The practical planning figure for procurement scheduling is 14–16 weeks from PO placement to goods received in UAE. This assumes sample is already approved and customs processing is routine.
The sample approval bottleneck
For projects where brand compliance sign-off is required (and all major international hotel flags require this), the sample approval phase is the most unpredictable part of the timeline. Internal procurement approval typically takes 1–2 weeks. Brand compliance sign-off can take 2–6 weeks depending on the brand's review cycle and the regional office's workload.
Projects have lost 8–10 weeks in this phase alone when sample submissions and brand reviews ran sequentially rather than in parallel. Three strategies that compress this:
Parallel submission: Submit the sample to brand compliance simultaneously with internal review, not after internal approval. Both reviews can run concurrently. This requires knowing the brand's submission process before samples arrive, which means doing the brand compliance research before ordering samples.
Certificate-first approval: For projects using known certifications (M1 for Marriott properties, for example), check whether the brand will accept FR certificate pre-approval before physical samples arrive. Some brand compliance teams will pre-approve a certified product class, leaving physical review to confirm colour and hand only, a faster process.
Quantity of samples: Request enough sample yardage for all reviewers simultaneously. Sending one 0.5m sample that has to travel between reviewers adds weeks. Request 3–4 metres, enough to give each reviewer their own section.

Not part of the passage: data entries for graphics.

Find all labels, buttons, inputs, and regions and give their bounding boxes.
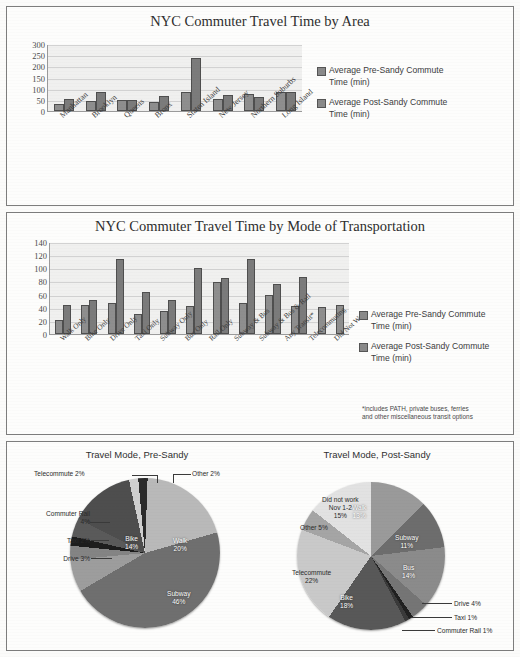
ytick-chart1-300: 300 — [32, 40, 45, 50]
pie-callout-taxi-pre: Taxi 2% — [35, 537, 90, 545]
pie-slice-label-subway-pre: Subway 46% — [167, 590, 190, 606]
ytick-chart2-120: 120 — [34, 251, 47, 261]
pie-slice-label-telecommute-post: Telecommute 22% — [292, 569, 331, 585]
legend-label-pre-sandy: Average Pre-Sandy Commute Time (min) — [329, 65, 457, 88]
legend-swatch-icon — [317, 67, 326, 76]
chart-title-mode: NYC Commuter Travel Time by Mode of Tran… — [7, 218, 513, 235]
legend-swatch-icon — [359, 343, 368, 352]
document-page: NYC Commuter Travel Time by Area 300 250… — [0, 0, 520, 657]
ytick-chart2-80: 80 — [39, 277, 48, 287]
legend-item-post-sandy: Average Post-Sandy Commute Time (min) — [359, 341, 499, 364]
xaxis-labels-chart2: Walk OnlyBike OnlyDrive OnlyTaxi OnlySub… — [50, 334, 349, 404]
xaxis-labels-chart1: ManhattanBrooklynQueensBronxStaten Islan… — [48, 111, 302, 171]
bar-group — [55, 243, 71, 334]
pie-callout-other-pre: Other 2% — [192, 470, 220, 478]
ytick-chart1-150: 150 — [32, 74, 45, 84]
ytick-chart1-250: 250 — [32, 51, 45, 61]
legend-label-post-sandy: Average Post-Sandy Commute Time (min) — [371, 341, 499, 364]
pie-slice-label-bus-post: Bus 14% — [402, 564, 415, 580]
ytick-chart2-140: 140 — [34, 238, 47, 248]
pie-slice-label-subway-post: Subway 11% — [395, 534, 418, 550]
pie-slice-label-other-post: Other 5% — [300, 524, 328, 532]
ytick-chart1-0: 0 — [41, 107, 45, 117]
pie-callout-taxi-post: Taxi 1% — [454, 614, 477, 622]
pie-slice-label-didnotwork-post: Did not work Nov 1-2 15% — [322, 496, 359, 521]
pie-title-pre-sandy: Travel Mode, Pre-Sandy — [37, 449, 237, 460]
ytick-chart2-100: 100 — [34, 264, 47, 274]
legend-swatch-icon — [359, 311, 368, 320]
legend-chart2: Average Pre-Sandy Commute Time (min) Ave… — [359, 309, 499, 373]
pie-callout-commuter-rail-post: Commuter Rail 1% — [437, 627, 492, 635]
ytick-chart1-50: 50 — [37, 96, 46, 106]
footnote-chart2: *includes PATH, private buses, ferries a… — [362, 405, 473, 422]
pie-callout-drive-post: Drive 4% — [454, 600, 481, 608]
legend-label-pre-sandy: Average Pre-Sandy Commute Time (min) — [371, 309, 499, 332]
footnote-line-1: *includes PATH, private buses, ferries — [362, 405, 473, 413]
chart-panel-travel-time-by-mode: NYC Commuter Travel Time by Mode of Tran… — [6, 212, 514, 435]
pie-slice-label-walk-pre: Walk 20% — [173, 537, 187, 553]
chart-title-area: NYC Commuter Travel Time by Area — [7, 13, 513, 30]
footnote-line-2: and other miscellaneous transit options — [362, 413, 473, 421]
ytick-chart2-0: 0 — [43, 330, 47, 340]
chart-panel-travel-time-by-area: NYC Commuter Travel Time by Area 300 250… — [6, 6, 514, 206]
pie-callout-drive-pre: Drive 3% — [27, 555, 90, 563]
pie-callout-telecommute-pre: Telecommute 2% — [34, 470, 85, 478]
ytick-chart2-20: 20 — [39, 317, 48, 327]
plot-area-chart2: 140 120 100 80 60 40 20 0 Walk OnlyBike … — [49, 243, 349, 335]
legend-chart1: Average Pre-Sandy Commute Time (min) Ave… — [317, 65, 457, 129]
ytick-chart1-100: 100 — [32, 85, 45, 95]
pie-title-post-sandy: Travel Mode, Post-Sandy — [277, 449, 477, 460]
legend-item-pre-sandy: Average Pre-Sandy Commute Time (min) — [359, 309, 499, 332]
chart-panel-travel-mode-pies: Travel Mode, Pre-Sandy Travel Mode, Post… — [6, 441, 514, 651]
ytick-chart1-200: 200 — [32, 62, 45, 72]
legend-item-post-sandy: Average Post-Sandy Commute Time (min) — [317, 97, 457, 120]
pie-chart-post-sandy — [297, 482, 445, 630]
pie-slice-label-bike-pre: Bike 14% — [125, 535, 138, 551]
plot-area-chart1: 300 250 200 150 100 50 0 ManhattanBrookl… — [47, 45, 302, 112]
pie-slice-label-bike-post: Bike 18% — [340, 594, 353, 610]
legend-item-pre-sandy: Average Pre-Sandy Commute Time (min) — [317, 65, 457, 88]
legend-swatch-icon — [317, 99, 326, 108]
ytick-chart2-40: 40 — [39, 304, 48, 314]
pie-callout-commuter-rail-pre: Commuter Rail 4% — [15, 510, 90, 526]
legend-label-post-sandy: Average Post-Sandy Commute Time (min) — [329, 97, 457, 120]
ytick-chart2-60: 60 — [39, 291, 48, 301]
pie-chart-pre-sandy — [70, 478, 220, 628]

Dye lot management for phased projects
For hotel projects opening in phases (common across Saudi Arabia's Vision 2030 pipeline and large UAE hotel expansions), colour consistency between phases is only guaranteed if all fabric comes from the same dye lot. Once a dye lot closes, exact colour replication is not possible. The next production batch will be a close colour match, but not an identical one. In the same corridor or across adjacent rooms, the difference will be visible.
The practical recommendation: order the total fabric quantity for all phases at project start, with agreed staged shipments as phases complete. This is the only reliable way to guarantee visual consistency across a phased project. A standard 5–10% overage on the first order covers replacements and alterations throughout the project lifecycle.
Planning calendar: working backwards from installation
| If installation is | Place PO by | Request samples by |
|---|---|---|
| Month 12 | Month 8 (16 weeks prior) | Month 6 (24 weeks prior) |
| Month 9 | Month 5 | Month 3 |
| Month 6 | Month 2 | Month 0: start immediately |
| Ramadan opening | Adjust: avoid CNY (Jan–Feb) for PO placement | 26–28 weeks prior minimum |
Seasonal factors that affect the timeline
Indian production is not affected by Chinese New Year, but GCC procurement cycles often slow in January–February when European and US-based project managers are less available, which delays sample approvals and PO authorisations. Build this into your timeline if your project's approval chain includes European or US stakeholders.
Ramadan affects GCC logistics, not Indian production. UAE and Saudi customs processing, local freight forwarding, and site delivery slow during Ramadan. If your goods are clearing UAE customs or being delivered to site during Ramadan, add 3–5 extra days to those estimates.
Monsoon (June–September) does not materially affect Surat production, but heavy monsoon can occasionally delay road freight from factory to Mundra port. For critical June–August shipments, build a 3–5 day buffer into the pre-shipment timeline.